OFT overturned in online travel discounting appeal
A company that seeks to enable travellers to find the best deals for flights, hotels and car hire around the world has succeeded in challenging a decision by the former Office of Fair Trading regarding anti-competitive practices engaged in by online hotel companies.
In what is said to be the first successful appeal of its type, Skyscanner challenged the adequacy of commitments by the hotel companies to remove discounting restrictions for online travel agents. These concerned so-called "price parity clauses" – arrangements where neither sellers nor resellers discount from the headline price because of pricing mechanisms that mean that competitors’ prices will also drop.
The appeal was taken on the basis that the OFT's decision reduced price transparency and introduced new restrictions on the advertising of available discounts for hotel rooms, leaving consumers disadvantaged.
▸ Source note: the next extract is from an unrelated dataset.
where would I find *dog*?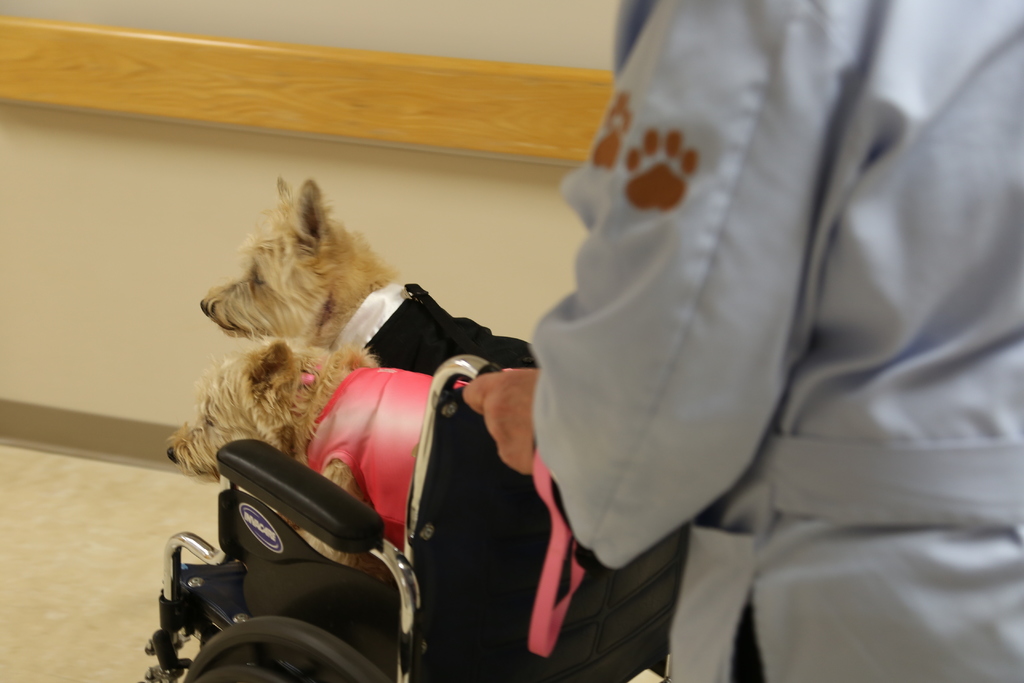
At [200, 176, 538, 379].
It would also have prevented any comparison, or "metasearch", sites like Skyscanner, from publishing the best available prices, as the discounts for closed group members, a key part of the commitments, were not available to be seen on these sites.
The OFT's successor, the Competition & Markets Authority, will now look again at the arrangements.
Catriona Munro, a partner at Maclay Murray & Spens, who acted for Skyscanner, commented: "The OFT had originally identified several competition concerns. Its decision to draw a line under the issue, by accepting undertakings from the key parties, was therefore not only baffling but fundamentally flawed." She described the appeal ruling by the Competition Appeal Tribunal as "highly significant and a welcome boost to consumers and the burgeoning metasearch industry".
Price parity clauses, she added, "exist in sectors other than hotels and could be found to be illegal".